The United Nations Ocean Conference declaration scored 44% on the first standardised measure of ocean equity.
That’s the lowest score of any case the researchers tested.
The study, published this week in Nature, introduces the Ocean Equity Index, a free tool for measuring fairness in ocean governance. Twelve criteria. Three categories: recognition, participation, and distribution. Who gets acknowledged? Who gets a seat at the table? Who benefits, and who bears the costs?
The researchers tested the index on six case studies.
A traditional reef management system in French Polynesia, led by local communities using customary rules, scored 78%. A Danish wind company’s environmental assessment process also scored 78%. A fish-drying project in Tanzania scored lower on transparency because project documents were only available in English, not Swahili.
The UN Ocean Conference declaration, the flagship global commitment to equitable ocean governance, scored 44%.
Context matters. Consensus documents negotiated among 193 countries are not implementation plans. A lower score may reflect the difficulty of multilateral agreement rather than deliberate exclusion. The UN was not contacted for comment on the researchers’ assessment.
But the contrast is hard to ignore. The communities scored higher than the institution that claims to represent them.
Why this matters
The High Seas Treaty promises equitable benefit-sharing. The global biodiversity agreement includes equity commitments. Every major ocean declaration talks about fairness and inclusion.
Until now, there was no standardised way to check if anyone was keeping those promises.
Now there is.
The Ocean Equity Index is one framework, developed by one research team, tested on six cases. Other assessors might reach different conclusions. But it’s a start. It’s more than we had before.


■ EXERCISE PROMPT ■
Wherever a line below holds the word "seed", copy that line.

Top of DATA FOR PROCESSING

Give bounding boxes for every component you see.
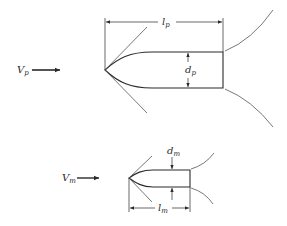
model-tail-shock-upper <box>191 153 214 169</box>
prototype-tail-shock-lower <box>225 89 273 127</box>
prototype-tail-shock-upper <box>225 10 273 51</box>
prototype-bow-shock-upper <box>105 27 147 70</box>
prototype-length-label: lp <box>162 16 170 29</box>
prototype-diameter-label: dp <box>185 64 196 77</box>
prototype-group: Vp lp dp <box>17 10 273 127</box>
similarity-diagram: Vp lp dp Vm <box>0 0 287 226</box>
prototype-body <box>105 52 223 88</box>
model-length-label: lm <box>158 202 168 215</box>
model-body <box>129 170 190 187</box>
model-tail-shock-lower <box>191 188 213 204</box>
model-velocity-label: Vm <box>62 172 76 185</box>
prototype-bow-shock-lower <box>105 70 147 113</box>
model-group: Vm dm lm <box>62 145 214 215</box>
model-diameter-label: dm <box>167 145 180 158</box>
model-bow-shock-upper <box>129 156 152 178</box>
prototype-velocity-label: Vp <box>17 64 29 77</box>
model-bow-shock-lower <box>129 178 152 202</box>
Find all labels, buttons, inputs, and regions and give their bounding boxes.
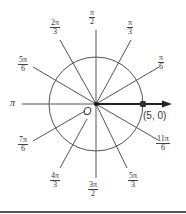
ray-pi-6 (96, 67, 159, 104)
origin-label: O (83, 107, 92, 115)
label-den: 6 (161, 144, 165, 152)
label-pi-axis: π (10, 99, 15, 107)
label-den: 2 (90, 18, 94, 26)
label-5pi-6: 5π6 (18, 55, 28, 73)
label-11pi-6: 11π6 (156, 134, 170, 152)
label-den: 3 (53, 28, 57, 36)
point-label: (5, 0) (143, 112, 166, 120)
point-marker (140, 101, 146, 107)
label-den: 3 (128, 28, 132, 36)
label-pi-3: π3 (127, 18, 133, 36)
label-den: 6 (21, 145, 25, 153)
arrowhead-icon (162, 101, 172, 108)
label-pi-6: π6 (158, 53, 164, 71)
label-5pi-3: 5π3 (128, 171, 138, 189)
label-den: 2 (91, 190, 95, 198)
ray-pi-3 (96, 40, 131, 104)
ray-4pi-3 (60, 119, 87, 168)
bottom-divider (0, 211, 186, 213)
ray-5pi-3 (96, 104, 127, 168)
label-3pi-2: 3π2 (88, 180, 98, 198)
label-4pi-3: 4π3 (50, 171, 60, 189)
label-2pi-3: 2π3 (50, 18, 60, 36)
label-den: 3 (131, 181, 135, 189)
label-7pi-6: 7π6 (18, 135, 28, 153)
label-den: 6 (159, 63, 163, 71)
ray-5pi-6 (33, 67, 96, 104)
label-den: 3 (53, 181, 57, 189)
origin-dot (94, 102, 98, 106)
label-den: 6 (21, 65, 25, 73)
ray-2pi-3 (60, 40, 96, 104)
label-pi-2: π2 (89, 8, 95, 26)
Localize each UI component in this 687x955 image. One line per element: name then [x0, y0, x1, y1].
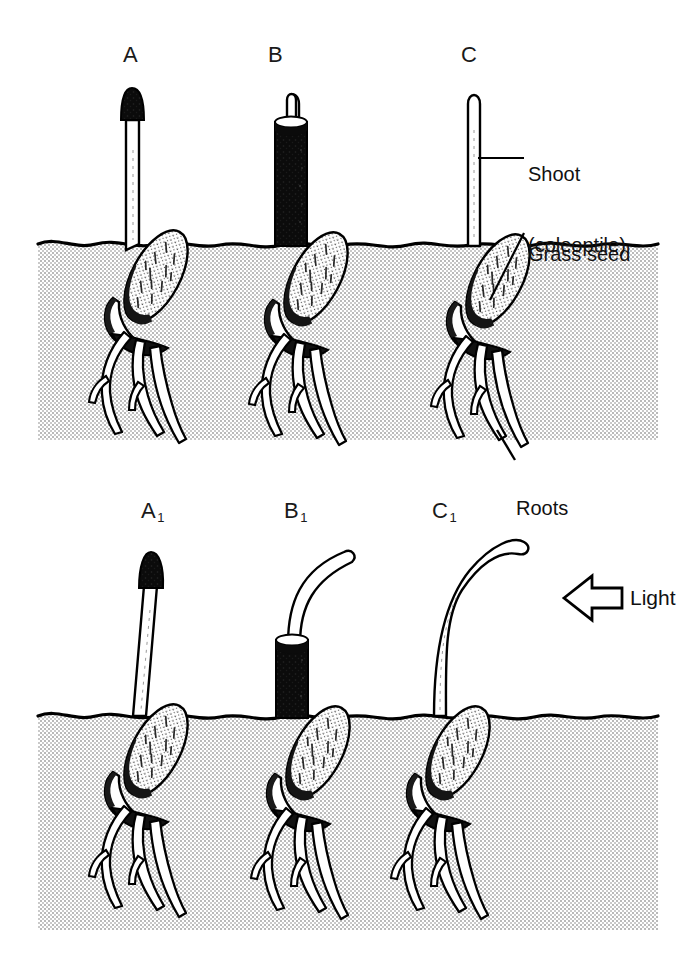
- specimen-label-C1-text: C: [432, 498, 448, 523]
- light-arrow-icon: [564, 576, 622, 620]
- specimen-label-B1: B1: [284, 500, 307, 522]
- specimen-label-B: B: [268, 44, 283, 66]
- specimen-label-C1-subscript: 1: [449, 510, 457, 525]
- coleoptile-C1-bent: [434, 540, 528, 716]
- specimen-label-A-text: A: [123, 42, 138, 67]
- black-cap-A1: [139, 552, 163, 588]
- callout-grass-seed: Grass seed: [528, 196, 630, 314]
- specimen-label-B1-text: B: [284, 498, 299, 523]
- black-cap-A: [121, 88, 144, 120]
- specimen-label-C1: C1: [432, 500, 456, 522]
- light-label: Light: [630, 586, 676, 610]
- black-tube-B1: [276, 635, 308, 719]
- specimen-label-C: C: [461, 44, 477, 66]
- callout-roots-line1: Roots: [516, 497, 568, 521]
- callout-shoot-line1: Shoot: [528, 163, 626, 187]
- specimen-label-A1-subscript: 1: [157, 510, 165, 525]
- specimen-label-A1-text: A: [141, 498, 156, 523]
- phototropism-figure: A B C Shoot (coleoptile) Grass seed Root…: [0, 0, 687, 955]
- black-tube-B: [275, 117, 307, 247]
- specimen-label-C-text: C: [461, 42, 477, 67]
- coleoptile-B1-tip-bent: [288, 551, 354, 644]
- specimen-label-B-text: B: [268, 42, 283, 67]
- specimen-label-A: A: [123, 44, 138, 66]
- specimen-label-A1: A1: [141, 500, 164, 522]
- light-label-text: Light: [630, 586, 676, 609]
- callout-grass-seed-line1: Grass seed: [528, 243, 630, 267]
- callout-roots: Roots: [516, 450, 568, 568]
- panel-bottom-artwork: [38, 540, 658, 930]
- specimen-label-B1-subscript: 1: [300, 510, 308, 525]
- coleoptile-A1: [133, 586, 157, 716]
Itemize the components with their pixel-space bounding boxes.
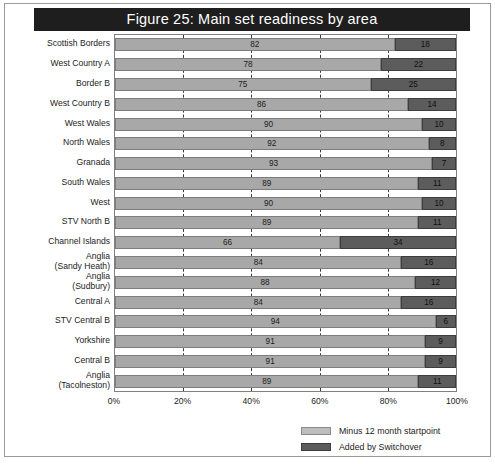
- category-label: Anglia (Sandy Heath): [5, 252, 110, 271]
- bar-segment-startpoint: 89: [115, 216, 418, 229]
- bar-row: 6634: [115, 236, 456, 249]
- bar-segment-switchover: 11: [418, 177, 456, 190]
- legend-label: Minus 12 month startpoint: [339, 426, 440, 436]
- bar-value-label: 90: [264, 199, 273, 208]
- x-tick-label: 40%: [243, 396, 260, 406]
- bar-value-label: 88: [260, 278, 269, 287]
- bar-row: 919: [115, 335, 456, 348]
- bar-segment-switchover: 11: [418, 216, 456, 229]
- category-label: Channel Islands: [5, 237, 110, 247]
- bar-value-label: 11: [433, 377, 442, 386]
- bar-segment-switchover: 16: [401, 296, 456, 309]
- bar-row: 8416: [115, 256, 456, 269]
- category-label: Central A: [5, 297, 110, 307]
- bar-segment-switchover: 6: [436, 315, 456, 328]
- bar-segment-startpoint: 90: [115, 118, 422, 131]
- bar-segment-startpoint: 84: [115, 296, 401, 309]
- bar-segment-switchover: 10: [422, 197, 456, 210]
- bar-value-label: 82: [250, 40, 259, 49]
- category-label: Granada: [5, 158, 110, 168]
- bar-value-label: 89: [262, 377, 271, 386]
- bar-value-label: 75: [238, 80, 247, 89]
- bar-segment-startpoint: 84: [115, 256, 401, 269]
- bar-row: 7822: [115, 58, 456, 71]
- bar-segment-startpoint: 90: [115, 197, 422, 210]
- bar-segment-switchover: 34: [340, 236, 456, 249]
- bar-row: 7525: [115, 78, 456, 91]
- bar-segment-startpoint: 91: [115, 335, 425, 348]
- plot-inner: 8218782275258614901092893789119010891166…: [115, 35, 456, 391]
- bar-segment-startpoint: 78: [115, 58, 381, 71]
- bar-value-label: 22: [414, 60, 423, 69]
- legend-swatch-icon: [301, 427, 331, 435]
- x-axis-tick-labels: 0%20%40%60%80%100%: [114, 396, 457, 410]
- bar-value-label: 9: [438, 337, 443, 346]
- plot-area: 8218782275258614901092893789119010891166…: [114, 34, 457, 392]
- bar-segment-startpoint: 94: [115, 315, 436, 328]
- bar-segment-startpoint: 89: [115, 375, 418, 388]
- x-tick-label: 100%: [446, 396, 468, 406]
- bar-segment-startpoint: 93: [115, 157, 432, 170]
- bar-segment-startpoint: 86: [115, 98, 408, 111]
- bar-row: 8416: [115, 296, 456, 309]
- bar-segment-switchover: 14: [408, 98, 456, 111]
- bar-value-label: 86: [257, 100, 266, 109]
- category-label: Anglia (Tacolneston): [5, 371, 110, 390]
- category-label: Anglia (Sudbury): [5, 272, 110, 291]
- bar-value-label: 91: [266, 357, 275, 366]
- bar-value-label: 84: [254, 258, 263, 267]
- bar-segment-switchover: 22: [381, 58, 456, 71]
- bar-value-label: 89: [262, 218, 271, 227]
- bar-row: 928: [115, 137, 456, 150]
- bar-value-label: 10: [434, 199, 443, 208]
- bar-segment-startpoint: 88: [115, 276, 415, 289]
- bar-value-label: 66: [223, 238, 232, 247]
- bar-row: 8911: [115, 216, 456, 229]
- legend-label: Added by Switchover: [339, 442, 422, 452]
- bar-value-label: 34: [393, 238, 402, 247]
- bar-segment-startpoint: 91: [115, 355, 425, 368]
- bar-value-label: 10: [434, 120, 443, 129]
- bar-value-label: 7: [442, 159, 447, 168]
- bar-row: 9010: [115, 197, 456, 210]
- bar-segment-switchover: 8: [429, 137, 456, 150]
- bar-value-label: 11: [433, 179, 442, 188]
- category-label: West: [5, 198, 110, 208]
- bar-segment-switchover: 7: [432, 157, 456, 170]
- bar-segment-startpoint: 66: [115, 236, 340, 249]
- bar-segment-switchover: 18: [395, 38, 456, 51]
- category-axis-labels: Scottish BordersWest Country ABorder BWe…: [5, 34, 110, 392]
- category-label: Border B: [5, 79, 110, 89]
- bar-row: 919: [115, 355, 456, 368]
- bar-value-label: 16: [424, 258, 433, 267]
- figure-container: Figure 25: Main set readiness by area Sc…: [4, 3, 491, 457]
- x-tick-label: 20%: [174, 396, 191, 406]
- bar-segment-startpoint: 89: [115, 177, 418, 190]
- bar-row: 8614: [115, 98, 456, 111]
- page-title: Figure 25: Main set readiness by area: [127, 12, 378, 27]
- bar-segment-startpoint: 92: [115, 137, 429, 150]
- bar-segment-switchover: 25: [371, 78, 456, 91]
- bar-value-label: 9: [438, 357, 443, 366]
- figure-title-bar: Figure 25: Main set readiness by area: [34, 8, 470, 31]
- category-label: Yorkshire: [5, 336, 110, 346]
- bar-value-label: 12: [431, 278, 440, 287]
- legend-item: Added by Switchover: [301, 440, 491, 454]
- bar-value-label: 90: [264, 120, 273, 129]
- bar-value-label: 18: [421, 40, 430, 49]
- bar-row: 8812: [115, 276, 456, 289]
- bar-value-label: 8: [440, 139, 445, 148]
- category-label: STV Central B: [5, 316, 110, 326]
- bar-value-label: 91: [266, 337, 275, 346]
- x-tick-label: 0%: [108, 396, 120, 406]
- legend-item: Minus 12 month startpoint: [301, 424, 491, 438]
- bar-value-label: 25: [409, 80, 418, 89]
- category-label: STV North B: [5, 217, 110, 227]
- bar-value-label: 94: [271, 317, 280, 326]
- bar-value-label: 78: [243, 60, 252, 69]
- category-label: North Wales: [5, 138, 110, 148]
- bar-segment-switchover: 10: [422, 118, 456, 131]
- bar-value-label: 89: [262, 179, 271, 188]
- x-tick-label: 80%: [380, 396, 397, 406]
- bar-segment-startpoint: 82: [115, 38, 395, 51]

Bottom of DATA FOR PROCESSING

■ TASK RESULT ■
- callout-grass-seed: Grass seed: [528, 196, 630, 314]
- phototropism-figure: A B C Shoot (coleoptile) Grass seed Root…: [0, 0, 687, 955]
- callout-grass-seed-line1: Grass seed: [528, 243, 630, 267]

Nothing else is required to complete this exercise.